Exercise: Having a Ceremony withYour Plant Ally

Conclusion: Creating a New Story

Acknowledgments

Notes

Bibliography

Index

What People are Saying About This

From the Publisher

“The first in-depth analysis of the processes used by Native Americans to communicate with the plant world for the purposes of healing human illness. It is a work long overdue by an author who himself ‘talks’ with plants as Native Americans have always done.”

“Buhner articulates the sacred underpinnings of the herbal world and deep ecology as only a real ‘green man’ can.”

"This is an excellent reference book, as well as a wonderful book for beginners who want a true understanding of how to begin working with plants."

". . . offers not just another herbal, but the first in-depth analysis of how the Native Americans communicated with the plant world to heal human ailments."

". . . guides the reader through the practical technology of herbalism—which parts of the plant to use, and how to prepare tinctures, salves, and infusions, never letting us forget the underlying precious and holy exchange that is happening."

"Sacred Plant Medicine will guide you into the territory where plants are an expression of the spirit. Through prayer and sacred medicinal songs, Buhner shows how plants reveal their medicinal properties."

"A delightful read in all ways and highly recommended."

". . . the first in-depth study that examines the world of Native American medicinal herbalism."

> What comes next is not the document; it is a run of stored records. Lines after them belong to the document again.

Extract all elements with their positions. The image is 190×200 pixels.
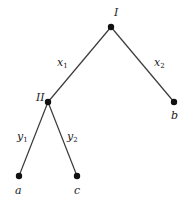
edge-label-x1: x1: [57, 56, 68, 70]
node-b: [171, 99, 177, 105]
edge-label-y1: y1: [16, 130, 28, 144]
node-I: [108, 24, 114, 30]
node-label-II: II: [35, 91, 45, 104]
node-label-b: b: [171, 109, 178, 122]
edge-label-x2: x2: [154, 56, 165, 70]
node-II: [45, 99, 51, 105]
node-c: [74, 173, 80, 179]
node-label-I: I: [113, 6, 119, 19]
edge-label-y2: y2: [66, 130, 78, 144]
node-label-c: c: [74, 184, 80, 197]
game-tree-diagram: I II b a c x1 x2 y1 y2: [0, 0, 190, 200]
node-labels: I II b a c: [15, 6, 178, 197]
node-label-a: a: [15, 184, 22, 197]
node-a: [16, 173, 22, 179]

"Buhner's examination and research brings forth how indigenous peoples are able to communicate with Mother Earth and her properties through spiritual connections. Through this research Buhner is able to present to us healing plants, medicinal uses of the plant, how to prepare the plants for use, and the associated ceremonial fundamentals. . . . This is a book that connects the body to the plants, an energy that is important if healing ourselves and our plant."